▶ Problem: Print, exactly as written, every line from the first line of the records below through the line containing "The height and", and nothing further.

+-------+

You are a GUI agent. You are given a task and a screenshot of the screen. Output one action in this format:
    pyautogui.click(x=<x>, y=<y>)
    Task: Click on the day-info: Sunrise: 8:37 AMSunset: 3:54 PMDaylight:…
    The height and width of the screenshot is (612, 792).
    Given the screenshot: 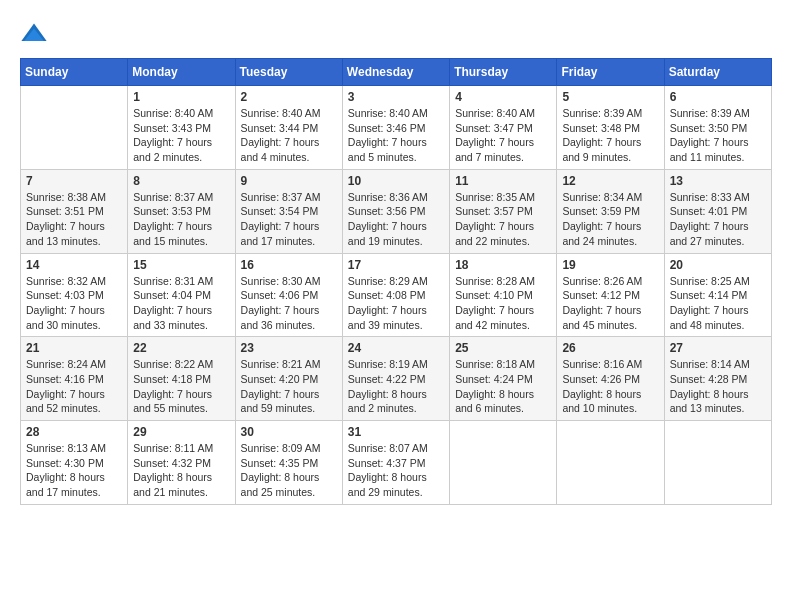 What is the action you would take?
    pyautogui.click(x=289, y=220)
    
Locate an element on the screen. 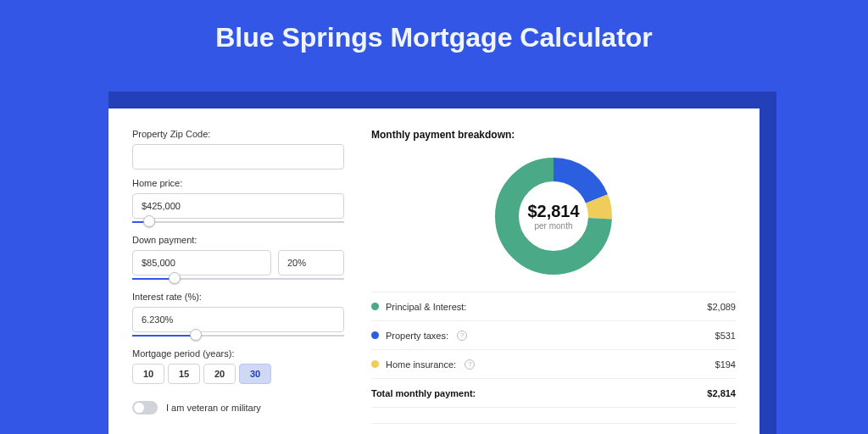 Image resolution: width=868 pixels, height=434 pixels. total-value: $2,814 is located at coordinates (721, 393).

+-------+

▶ Result for this exercise:
You are a GUI agent. You are given a task and a screenshot of the screen. Output one action in this format:
    pyautogui.click(x=<x>, y=<y>)
    Task: Click on the day-info: Sunrise: 8:37 AMSunset: 3:54 PMDaylight:…
    The height and width of the screenshot is (612, 792).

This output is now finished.